Leibovich pointed to Sen. Lindsey Graham of South Carolina as a perfect example of a Republican who flip-flops on impeachment. The former 2016 Trump critic turned devoted Trump sycophant decried both of Trump’s impeachments as an outrage, but he recently suggested that Vice President Kamala Harris could be impeached in the future. Continue reading.

Fundamentalism and authoritarianism: How the party of ‘law and order’ became the party of crooks and crime

AlterNet logoWhatever happened to the Republicans as the “party of law and order”? True, Richard Nixon, who first branded the party that way, was lying when he famously said, “I am not a crook.” Both Watergate and the Iran-Contra scandal rank among the most notorious examples of executive branch lawlessness in our nation’s history. But through it all, the narrative commitment to the brand never wavered. It was a source of moral and political strength, always to be contrasted with “soft on crime” Democrats, however contrary the front-page facts might be.

But not anymore. As noted here by Jennifer Mercieca, a historian of rhetoric whose book, “Demagogue for President: The Rhetorical Genius of Donald Trump” (table of contents here), will be published next year, it’s the Democrats who are the party of law and order in the impeachment drama, while the GOP is the party of conspiracy:

Democrats, led by Speaker Nancy Pelosi, are betting that public opinion will move toward impeachment and removal once more information is made public. To try to shape public opinion they are relying on a law-and-order frame that tells Americans that the impeachment inquiry is legitimate and legally justified.

Democrats are positioning themselves as the only ones willing to uphold the rule of law and the Constitution.

View the complete November 24 article by Paul Rosenberg from Salon on the AlterNet website here.

Republicans Shift Defense of Trump While He Attacks Another Witness

New York Times logoWith Gordon Sondland prepared to testify this week, Republicans backed away from complaints about secondhand information and instead offered a blunter defense: The president did nothing wrong.

WASHINGTON — House Republicans, bracing for another week of impeachment hearings, asserted on Sunday that President Trump had done nothing wrong because his plans for Ukraine to investigate his political rivals never came to fruition — even as the president complicated their efforts by attacking another witness.

On a day of back-and-forth on Twitter and the morning television talk shows that are a staple of Sundays in Washington, Speaker Nancy Pelosi invited Mr. Trump to testify before the House Intelligence Committee, while the president’s allies shifted their emphasis away from the defense they offered last week, when they stressed that witnesses had only secondhand information against him.

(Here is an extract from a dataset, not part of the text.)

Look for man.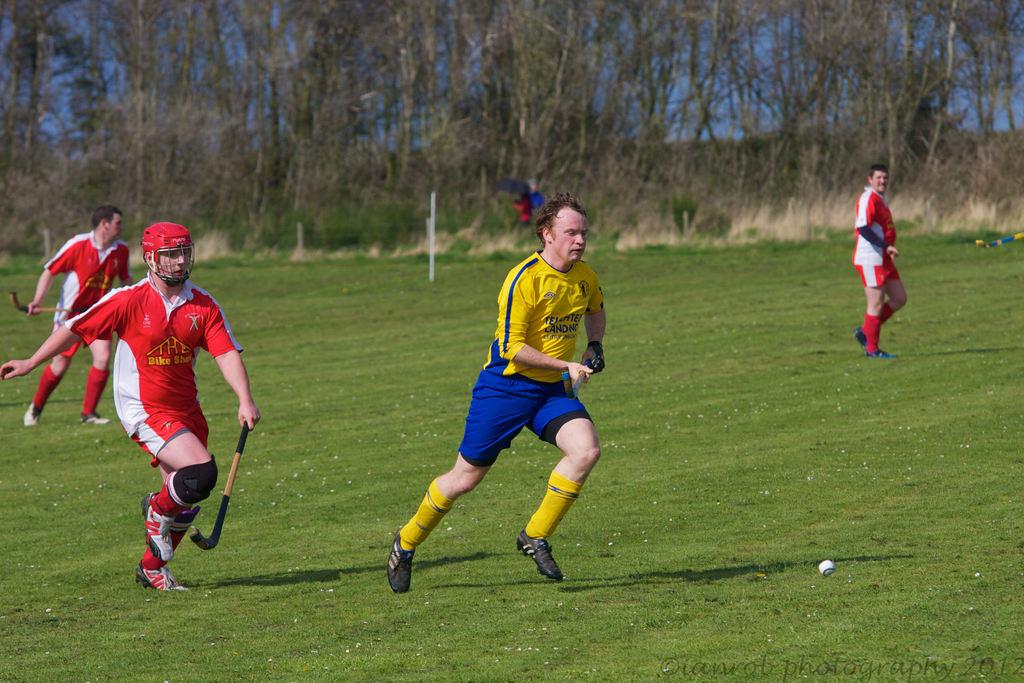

That argument may not work much longer, because lawmakers are about to hear from crucial witnesses who had direct contact with the president, including Gordon D. Sondland, a donor to and an ally of Mr. Trump who served as his liaison to Ukrainian officials while the president withheld — but later released — $391 million in military aid to Ukraine.

View the complete November 17 article by Sheryl Gay Stolberg on The New York Times website here.